Consumer spending is growing at its strongest pace in four years, according to the Bank of America Institute’s Consumer Checkpoint Report, and Liz Everett Krisberg, head of the Bank of America Institute, discussed the findings on CNBC’s Squawk Box on Friday. The segment aired July 10, 2026, at 7:46 a.m. EDT and centered on the Institute’s report, a summer spending surge and related consumer behavior.
The headline number comes from a bank-backed research outfit, not from the people doing the spending. That matters. Bank of America Institute says consumer spending has hit its strongest growth in four years, and CNBC gave Liz Everett Krisberg a morning platform to explain the report to viewers as if the machinery of consumption were just a neutral weather pattern rolling through the economy.
Who Gets to Define the Story
Liz Everett Krisberg, head of the Bank of America Institute, joined Squawk Box to break down the Consumer Checkpoint Report and the summer spending surge. CNBC said the segment was a 3:51 video. The report’s central finding, as presented in the segment, was that consumer spending has seen its strongest growth in four years.
That’s the voice of institutional power speaking first. A bank’s research arm measures the public’s spending, packages the result, and sends it into the media circuit where it becomes a tidy talking point. The people whose wages, bills, and daily costs make up that spending don’t get the same microphone. They’re the raw material. The institution gets the interpretation.
What the Report Says, and Who Pays
The Consumer Checkpoint Report was discussed in the context of a summer spending surge and related consumer behavior. CNBC’s coverage framed the segment as part of its broader reporting on consumer behavior and summer spending. The report itself said consumer spending is growing at its strongest pace in four years.
That kind of growth can sound like a victory lap from the top floor. But the article gives no sign of who’s absorbing the pressure underneath it. It only tells us that spending is up, that the bank’s institute noticed, and that the findings were aired on CNBC at 7:46 a.m. EDT on July 10, 2026. The apparatus records movement. It doesn’t explain the strain that makes movement necessary.
The Morning Show Version of Reality
CNBC identified the segment as a 3:51 video. The network said Krisberg joined Squawk Box to break down the report and the summer spending surge. That’s how corporate media handles the economy: a short segment, a polished expert, and a neat narrative about what consumers are doing.
The report and interview were presented as part of CNBC’s broader coverage of consumer behavior and summer spending. In that frame, the bank’s findings become the story, while the people behind the numbers stay anonymous. No names, no households, no wages, no rent, no bills. Just spending, measured and managed from above.
Bank of America Institute’s report may call it growth. The people living inside the numbers know what growth often means when the bosses, banks, and broadcasters are the ones doing the counting. The segment aired on Friday morning, and the institution got its message out cleanly. The rest was left to the usual machinery of consent.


• What to work on:
Look through the material below and show every line with the word "truth".

Records to process Block Start

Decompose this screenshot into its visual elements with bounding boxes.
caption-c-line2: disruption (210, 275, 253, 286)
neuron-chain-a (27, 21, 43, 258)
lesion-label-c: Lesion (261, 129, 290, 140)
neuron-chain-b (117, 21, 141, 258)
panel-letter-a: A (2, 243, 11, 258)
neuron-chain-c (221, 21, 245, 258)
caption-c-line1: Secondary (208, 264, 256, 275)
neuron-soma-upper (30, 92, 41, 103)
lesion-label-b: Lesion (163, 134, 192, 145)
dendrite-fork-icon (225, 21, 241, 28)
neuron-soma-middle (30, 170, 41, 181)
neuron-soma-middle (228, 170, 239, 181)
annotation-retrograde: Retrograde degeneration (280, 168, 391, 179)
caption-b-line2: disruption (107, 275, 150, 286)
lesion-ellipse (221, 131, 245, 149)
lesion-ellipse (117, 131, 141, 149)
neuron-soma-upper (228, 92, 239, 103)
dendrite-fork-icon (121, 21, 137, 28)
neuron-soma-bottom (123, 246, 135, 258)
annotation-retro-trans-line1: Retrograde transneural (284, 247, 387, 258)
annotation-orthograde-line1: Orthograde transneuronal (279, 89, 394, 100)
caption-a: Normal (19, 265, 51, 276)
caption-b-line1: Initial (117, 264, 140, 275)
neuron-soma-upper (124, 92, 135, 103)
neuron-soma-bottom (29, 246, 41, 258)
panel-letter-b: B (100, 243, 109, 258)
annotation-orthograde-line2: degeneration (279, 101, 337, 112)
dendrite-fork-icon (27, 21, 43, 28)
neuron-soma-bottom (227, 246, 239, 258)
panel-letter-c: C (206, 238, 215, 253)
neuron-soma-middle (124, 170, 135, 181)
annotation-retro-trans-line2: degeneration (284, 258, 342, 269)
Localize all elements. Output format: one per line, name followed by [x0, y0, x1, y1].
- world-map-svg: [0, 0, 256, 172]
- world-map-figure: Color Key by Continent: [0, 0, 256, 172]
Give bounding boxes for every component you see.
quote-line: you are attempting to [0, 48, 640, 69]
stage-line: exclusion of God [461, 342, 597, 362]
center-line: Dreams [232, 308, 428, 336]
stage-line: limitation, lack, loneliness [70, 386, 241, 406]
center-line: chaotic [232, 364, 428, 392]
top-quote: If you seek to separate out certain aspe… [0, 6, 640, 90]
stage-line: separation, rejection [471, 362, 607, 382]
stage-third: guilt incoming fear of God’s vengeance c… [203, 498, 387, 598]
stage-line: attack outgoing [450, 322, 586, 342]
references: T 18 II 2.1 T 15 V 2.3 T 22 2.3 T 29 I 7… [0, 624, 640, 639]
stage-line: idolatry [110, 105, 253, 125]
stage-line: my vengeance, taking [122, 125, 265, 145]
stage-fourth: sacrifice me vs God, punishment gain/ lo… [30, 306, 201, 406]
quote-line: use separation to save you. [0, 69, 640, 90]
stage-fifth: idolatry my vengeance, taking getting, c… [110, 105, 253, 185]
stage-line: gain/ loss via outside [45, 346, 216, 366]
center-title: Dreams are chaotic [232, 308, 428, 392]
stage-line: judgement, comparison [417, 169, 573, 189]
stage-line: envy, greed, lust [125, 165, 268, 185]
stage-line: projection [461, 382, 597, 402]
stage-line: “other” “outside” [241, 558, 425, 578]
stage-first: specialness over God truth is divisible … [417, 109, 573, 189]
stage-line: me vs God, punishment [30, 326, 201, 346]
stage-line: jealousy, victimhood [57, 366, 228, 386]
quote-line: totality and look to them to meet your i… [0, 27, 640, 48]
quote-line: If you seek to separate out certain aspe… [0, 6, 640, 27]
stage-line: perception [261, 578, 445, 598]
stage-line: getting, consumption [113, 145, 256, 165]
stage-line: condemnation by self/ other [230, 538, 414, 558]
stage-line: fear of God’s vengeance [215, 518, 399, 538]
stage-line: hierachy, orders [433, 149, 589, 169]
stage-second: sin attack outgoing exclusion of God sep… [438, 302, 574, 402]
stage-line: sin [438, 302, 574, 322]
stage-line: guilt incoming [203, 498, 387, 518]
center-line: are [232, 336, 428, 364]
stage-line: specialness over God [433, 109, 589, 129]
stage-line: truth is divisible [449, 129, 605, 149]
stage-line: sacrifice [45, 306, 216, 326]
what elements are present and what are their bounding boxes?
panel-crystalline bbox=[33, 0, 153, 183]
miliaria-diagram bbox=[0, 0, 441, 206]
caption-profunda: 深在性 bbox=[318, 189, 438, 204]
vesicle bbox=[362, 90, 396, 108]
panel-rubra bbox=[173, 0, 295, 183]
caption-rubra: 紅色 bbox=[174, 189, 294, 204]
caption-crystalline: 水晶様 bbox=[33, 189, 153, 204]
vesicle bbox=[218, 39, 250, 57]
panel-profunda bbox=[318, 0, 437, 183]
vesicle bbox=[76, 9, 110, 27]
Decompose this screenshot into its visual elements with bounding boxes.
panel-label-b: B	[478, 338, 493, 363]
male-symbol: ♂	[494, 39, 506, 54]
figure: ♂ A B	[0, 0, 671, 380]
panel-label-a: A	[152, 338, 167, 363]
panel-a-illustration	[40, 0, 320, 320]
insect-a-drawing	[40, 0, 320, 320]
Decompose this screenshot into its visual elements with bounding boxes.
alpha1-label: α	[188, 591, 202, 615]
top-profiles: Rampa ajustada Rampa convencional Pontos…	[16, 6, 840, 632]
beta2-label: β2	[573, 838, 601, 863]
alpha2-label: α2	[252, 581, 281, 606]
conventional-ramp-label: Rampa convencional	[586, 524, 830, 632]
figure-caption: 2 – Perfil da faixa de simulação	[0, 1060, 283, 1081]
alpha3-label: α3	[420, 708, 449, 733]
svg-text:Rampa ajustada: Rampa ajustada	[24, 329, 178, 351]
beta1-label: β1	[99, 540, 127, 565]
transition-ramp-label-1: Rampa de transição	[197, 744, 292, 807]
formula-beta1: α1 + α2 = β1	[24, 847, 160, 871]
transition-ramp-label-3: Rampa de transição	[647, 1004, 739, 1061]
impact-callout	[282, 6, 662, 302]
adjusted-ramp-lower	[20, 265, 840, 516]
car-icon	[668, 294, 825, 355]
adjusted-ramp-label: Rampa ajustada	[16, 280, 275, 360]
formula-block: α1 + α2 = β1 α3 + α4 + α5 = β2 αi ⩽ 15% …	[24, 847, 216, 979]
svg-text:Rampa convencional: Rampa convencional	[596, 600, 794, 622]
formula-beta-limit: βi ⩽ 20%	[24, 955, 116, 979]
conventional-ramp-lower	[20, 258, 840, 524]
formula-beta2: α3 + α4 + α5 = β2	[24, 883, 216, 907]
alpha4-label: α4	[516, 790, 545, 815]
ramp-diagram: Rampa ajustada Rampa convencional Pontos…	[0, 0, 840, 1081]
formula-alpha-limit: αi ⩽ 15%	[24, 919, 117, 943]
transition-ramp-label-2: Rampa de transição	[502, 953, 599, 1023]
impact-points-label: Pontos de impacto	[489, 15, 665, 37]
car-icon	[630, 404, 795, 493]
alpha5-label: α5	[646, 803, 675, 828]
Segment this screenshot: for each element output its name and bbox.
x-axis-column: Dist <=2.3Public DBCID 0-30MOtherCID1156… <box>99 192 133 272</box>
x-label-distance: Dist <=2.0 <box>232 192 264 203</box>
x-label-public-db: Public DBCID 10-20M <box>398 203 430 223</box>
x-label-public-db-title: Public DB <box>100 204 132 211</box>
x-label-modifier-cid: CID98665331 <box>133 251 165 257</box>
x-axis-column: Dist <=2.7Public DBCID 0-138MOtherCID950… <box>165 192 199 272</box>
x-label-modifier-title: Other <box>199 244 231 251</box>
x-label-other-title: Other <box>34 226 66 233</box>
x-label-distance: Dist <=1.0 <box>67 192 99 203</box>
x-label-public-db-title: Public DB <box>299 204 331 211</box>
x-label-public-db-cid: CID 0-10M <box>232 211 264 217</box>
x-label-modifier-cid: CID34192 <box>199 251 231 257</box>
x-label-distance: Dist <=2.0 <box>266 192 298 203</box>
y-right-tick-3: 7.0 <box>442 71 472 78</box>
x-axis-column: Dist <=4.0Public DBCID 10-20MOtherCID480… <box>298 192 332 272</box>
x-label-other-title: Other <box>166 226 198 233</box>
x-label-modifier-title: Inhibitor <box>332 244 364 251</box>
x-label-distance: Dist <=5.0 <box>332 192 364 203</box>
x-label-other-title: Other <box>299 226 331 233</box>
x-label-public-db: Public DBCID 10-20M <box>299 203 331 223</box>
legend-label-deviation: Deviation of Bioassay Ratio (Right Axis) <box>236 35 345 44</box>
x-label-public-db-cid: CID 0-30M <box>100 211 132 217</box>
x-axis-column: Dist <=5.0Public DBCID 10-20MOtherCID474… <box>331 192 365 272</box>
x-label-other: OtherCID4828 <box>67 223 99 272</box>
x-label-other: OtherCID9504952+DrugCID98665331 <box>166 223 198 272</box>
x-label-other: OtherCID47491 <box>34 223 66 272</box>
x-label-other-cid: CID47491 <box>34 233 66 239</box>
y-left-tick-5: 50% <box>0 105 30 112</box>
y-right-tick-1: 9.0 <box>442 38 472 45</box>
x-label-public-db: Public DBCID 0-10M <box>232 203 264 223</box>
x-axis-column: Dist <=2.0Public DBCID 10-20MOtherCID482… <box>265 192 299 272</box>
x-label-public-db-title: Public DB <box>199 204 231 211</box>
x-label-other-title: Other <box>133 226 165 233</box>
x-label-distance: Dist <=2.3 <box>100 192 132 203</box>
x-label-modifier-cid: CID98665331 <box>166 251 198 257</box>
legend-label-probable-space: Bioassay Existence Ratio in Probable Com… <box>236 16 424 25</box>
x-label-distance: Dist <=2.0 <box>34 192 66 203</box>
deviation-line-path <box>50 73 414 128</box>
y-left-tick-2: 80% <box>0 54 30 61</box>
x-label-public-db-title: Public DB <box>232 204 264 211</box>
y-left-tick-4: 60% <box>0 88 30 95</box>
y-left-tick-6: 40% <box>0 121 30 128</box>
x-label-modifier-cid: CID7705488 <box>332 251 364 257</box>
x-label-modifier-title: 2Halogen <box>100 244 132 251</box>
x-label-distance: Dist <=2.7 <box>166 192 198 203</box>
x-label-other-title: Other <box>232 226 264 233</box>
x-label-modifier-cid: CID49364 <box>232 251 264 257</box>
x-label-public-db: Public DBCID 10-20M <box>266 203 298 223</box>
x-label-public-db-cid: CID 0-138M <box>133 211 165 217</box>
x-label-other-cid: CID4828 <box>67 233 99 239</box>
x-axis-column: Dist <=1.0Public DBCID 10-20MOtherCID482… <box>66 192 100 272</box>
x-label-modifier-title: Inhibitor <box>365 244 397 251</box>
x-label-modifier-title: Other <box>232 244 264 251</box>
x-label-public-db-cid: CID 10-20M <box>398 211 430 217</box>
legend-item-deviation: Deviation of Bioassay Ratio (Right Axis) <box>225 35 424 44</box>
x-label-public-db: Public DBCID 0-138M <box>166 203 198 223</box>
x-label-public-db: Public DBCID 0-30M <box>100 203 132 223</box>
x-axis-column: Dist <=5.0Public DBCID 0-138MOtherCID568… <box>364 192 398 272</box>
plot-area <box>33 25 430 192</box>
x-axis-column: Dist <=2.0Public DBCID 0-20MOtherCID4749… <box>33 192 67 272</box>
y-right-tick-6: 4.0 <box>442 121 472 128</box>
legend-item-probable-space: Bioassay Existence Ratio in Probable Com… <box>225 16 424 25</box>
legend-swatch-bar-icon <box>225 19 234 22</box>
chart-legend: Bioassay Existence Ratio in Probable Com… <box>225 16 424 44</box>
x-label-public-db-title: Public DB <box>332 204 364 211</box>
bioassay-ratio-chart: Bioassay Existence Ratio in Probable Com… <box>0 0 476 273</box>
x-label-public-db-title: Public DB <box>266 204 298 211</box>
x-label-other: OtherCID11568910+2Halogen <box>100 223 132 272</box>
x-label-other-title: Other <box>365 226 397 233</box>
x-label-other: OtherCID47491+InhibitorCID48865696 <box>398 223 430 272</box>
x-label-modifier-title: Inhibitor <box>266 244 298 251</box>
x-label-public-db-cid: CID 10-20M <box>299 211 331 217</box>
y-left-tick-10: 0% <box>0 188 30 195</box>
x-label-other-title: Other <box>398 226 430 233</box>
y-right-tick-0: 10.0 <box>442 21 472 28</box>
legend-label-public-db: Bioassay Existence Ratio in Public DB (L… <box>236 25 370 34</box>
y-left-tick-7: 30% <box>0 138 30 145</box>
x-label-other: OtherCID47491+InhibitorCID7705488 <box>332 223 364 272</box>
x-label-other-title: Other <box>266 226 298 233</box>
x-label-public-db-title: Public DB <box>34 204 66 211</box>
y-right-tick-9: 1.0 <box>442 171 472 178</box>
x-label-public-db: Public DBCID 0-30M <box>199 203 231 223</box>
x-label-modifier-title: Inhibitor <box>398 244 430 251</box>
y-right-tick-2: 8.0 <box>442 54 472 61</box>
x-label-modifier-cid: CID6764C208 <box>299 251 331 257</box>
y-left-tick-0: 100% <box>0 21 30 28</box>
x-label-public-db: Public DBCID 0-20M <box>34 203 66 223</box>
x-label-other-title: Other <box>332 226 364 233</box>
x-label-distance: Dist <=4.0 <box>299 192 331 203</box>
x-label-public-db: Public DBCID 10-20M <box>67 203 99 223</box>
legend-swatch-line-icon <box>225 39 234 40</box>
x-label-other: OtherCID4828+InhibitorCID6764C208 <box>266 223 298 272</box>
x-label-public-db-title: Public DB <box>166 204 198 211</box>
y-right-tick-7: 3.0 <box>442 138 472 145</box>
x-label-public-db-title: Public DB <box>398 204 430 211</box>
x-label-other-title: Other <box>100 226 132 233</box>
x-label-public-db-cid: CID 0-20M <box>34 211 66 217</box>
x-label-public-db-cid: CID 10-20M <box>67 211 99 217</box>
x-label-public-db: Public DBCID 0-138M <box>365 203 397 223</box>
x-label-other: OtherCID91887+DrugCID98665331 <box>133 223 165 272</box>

Records to process Block End

• Completed task:
stage-first: specialness over God truth is divisible … [417, 109, 573, 189]
stage-line: truth is divisible [449, 129, 605, 149]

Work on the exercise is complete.